Now much of my world has shrunk to my house and the view out the window: a driveway, a fence, and the building next door. It’s pretty boring, which I don’t usually mind. But this week, with the news of Melbourne’s latest lockdown extension and the prospect of continued restrictions until next month, the monotony has taken on some malice in my mind.
So I did the closest thing to the trip that I can at the moment and look out other people’s windows.
A skylight opened slightly in Wichtrach, Switzerland, revealing distant mountains. A tractor passed by and disappeared into the nearby green hills. The sound of helicopters faded above our heads.
A lush, soggy backyard in Colorado. A stream is bubbling in the background, and the screen distorts as water flows past the camera.
Terracotta roofs of Prague enjoying the sun. The sound of traffic echoing through the streets below and a summer breeze rustling through the trees.

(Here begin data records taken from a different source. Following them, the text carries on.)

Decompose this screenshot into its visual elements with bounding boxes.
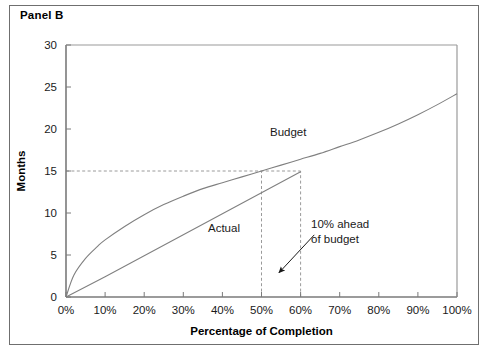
x-tick-label: 0%	[58, 304, 75, 316]
x-tick-label: 90%	[406, 304, 429, 316]
x-tick-label: 40%	[211, 304, 234, 316]
y-tick-label: 30	[44, 39, 57, 51]
figure-panel-b: Panel B 051015202530 0%10%20%30%40%50%60…	[0, 0, 490, 358]
x-tick-label: 50%	[250, 304, 273, 316]
x-tick-label: 30%	[172, 304, 195, 316]
x-tick-label: 20%	[133, 304, 156, 316]
y-tick-label: 25	[44, 81, 57, 93]
x-tick-label: 60%	[289, 304, 312, 316]
y-axis-ticks: 051015202530	[44, 39, 71, 303]
series-labels-group: BudgetActual	[208, 126, 307, 234]
x-tick-label: 100%	[442, 304, 471, 316]
x-tick-label: 10%	[94, 304, 117, 316]
y-tick-label: 10	[44, 207, 57, 219]
x-tick-label: 80%	[367, 304, 390, 316]
series-label-actual: Actual	[208, 222, 240, 234]
x-tick-label: 70%	[328, 304, 351, 316]
y-tick-label: 5	[51, 249, 57, 261]
chart-canvas: 051015202530 0%10%20%30%40%50%60%70%80%9…	[0, 0, 490, 358]
ahead-of-budget-note-line2: of budget	[311, 233, 360, 245]
series-label-budget: Budget	[270, 126, 307, 138]
y-tick-label: 15	[44, 165, 57, 177]
reference-lines-group	[66, 171, 301, 297]
ahead-of-budget-note-arrow	[279, 235, 314, 273]
x-axis-ticks: 0%10%20%30%40%50%60%70%80%90%100%	[58, 292, 472, 316]
x-axis-title: Percentage of Completion	[190, 325, 333, 337]
y-tick-label: 0	[51, 291, 57, 303]
series-line-actual	[66, 172, 301, 297]
ahead-of-budget-note-line1: 10% ahead	[311, 218, 369, 230]
y-tick-label: 20	[44, 123, 57, 135]
y-axis-title: Months	[15, 151, 27, 192]
annotation-group: 10% aheadof budget	[279, 218, 369, 273]
series-lines-group	[66, 94, 457, 297]
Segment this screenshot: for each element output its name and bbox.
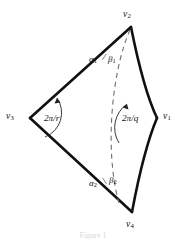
edge-v1-v4-curve [132,118,157,212]
figure-caption: Figure 1 [0,231,186,239]
edge-v2-v3 [30,27,131,118]
angle-label-beta2: β2 [109,176,117,186]
angle-label-alpha2: α2 [89,179,97,189]
edge-v2-v1-curve [131,27,157,118]
vertex-label-v1: v1 [163,112,171,122]
angle-label-beta1: β1 [108,55,116,65]
vertex-label-v2: v2 [123,10,131,20]
angle-label-2pi-over-q: 2π/q [122,114,138,123]
quadrilateral-diagram [0,0,186,239]
edge-v3-v4 [30,118,132,212]
vertex-label-v4: v4 [126,220,134,230]
angle-label-alpha1: α1 [89,55,97,65]
vertex-label-v3: v3 [6,112,14,122]
angle-label-2pi-over-r: 2π/r [44,114,59,123]
angle-arc-q [115,104,127,143]
figure-container: v2 v3 v1 v4 2π/r 2π/q α1 / β1 α2 / β2 Fi… [0,0,186,239]
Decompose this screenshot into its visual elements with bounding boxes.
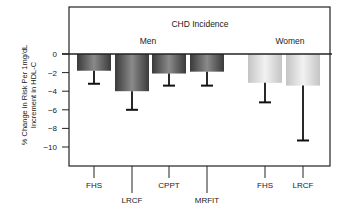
bar [190,54,224,72]
x-tick-label: CPPT [158,181,179,190]
bar [115,54,149,91]
y-tick-label: −4 [48,87,58,96]
group-label-women: Women [275,36,304,46]
y-tick-label: −2 [48,69,58,78]
bar [77,54,111,71]
x-tick-label: LRCF [293,181,314,190]
chart-title: CHD Incidence [171,19,228,29]
y-tick-label: 0 [53,50,58,59]
bar [152,54,186,74]
x-tick-label: FHS [86,181,102,190]
y-axis-title: % Change in Risk Per 1mg/dL Increment in… [20,45,38,145]
y-axis: 0−2−4−6−8−10 [43,50,69,152]
chart: 0−2−4−6−8−10 FHSLRCFCPPTMRFITFHSLRCF CHD… [0,0,355,211]
svg-text:Increment in HDL-C: Increment in HDL-C [29,61,38,128]
bar [286,54,320,86]
x-tick-label: MRFIT [195,196,220,205]
x-axis: FHSLRCFCPPTMRFITFHSLRCF [86,166,314,205]
x-tick-label: FHS [257,181,273,190]
plot-frame [69,7,330,166]
bars [77,54,320,140]
y-tick-label: −8 [48,124,58,133]
svg-text:% Change in Risk Per 1mg/dL: % Change in Risk Per 1mg/dL [20,45,29,145]
y-tick-label: −10 [43,143,57,152]
y-tick-label: −6 [48,106,58,115]
group-label-men: Men [140,36,157,46]
x-tick-label: LRCF [122,196,143,205]
bar [248,54,282,83]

A downpour in Bangkok, in front of a wide open apartment window. A row of television satellites point skyward from the rooftop of a building in the distance.
A backyard-slash-greenhouse exploding with colorful flowers in Lancashire, England. Ed Sheeran chirps in the background.
In return, I uploaded my own video of my driveway, fence, and the building next door. It doesn’t seem like a particularly fair trade, but I’m not complaining.
Besides the scenery, you get tiny clues about the lives of window owners: a âStar Warsâ poster on the wall; the reflection of a figure in the glass; a hushed conversation in another language; a woman’s voice buzzing. Never enough to form a complete picture, but enough to feel a temporary connection.
The reason I love the website so much is that it reproduces, to some extent, the quiet moments of the trip – when you’re not marveling at tourist attractions or eating tasty food or (in my case ) awkwardly catch up with your loved ones. Haven’t seen for a few years, I just exist in a foreign place where everything is different, from the etiquette of the metro to the appearance of the streets to the smell of the air.
It reminded me a lot that the world beyond Australia’s closed borders still exists and is waiting for us to join it. I am very happy to do so when we reopen.